Goddard's historic arrival at Dawson in his self-named boat — to the thunderous cheers of miners — has become
part of Klondike lore, recounted in the works of author Pierre Berton and other Gold Rush chroniclers.

The ship sank in October 1901, and three of the five crewmen on board at the time drowned.

Doug Davidge, president of the Yukon Transportation Museum, and B.C. archeologist John Pollack, a research
associate with the Texas-based, international Institute of Nautical Archaeology, had led several searches for
Klondike-era wrecks before discovering the sternwheeler in 2008 and positively identifying the 15-metre wreck
earlier this year.

"She is, indeed, a Gold Rush time capsule," INA president James Delgado, former director of the Vancouver
Maritime Museum, told Canwest News Service.

"The boiler door is hanging open with the firewood they'd thrown in," he said. "There are bags of tools and
somebody's coat lying there on the deck, and the boots that the engineer probably kicked off as he was drowning lie
close to his station."

In a statement announcing the find, the researchers also describe how a trapper camping on the shore of Lake
Laberge in 1901 "saw Goddard's tiny pilothouse, torn off the sinking steamboat, with two survivors, half frozen,
clinging to it. He saved them . . . Diving on A.J. Goddard, it is as if these events happened yesterday."

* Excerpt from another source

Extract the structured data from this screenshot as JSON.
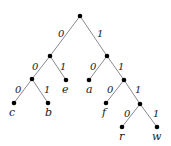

They also said "an axe used to chop the tow line for a small barge loaded with supplies still rests on the deck where
a crew member dropped it."

The discovery, backed by funding from INA, National Geographic, the Royal Canadian Geographical Society, the
Yukon government and others, is to be followed next summer with further dives documenting the wreck site and its
debris field.

"As this discovery now shows," the team notes, the steamboat also operated as a small floating repair shop, forge
and kitchen — a self-sufficient depot on the Gold Rush frontier."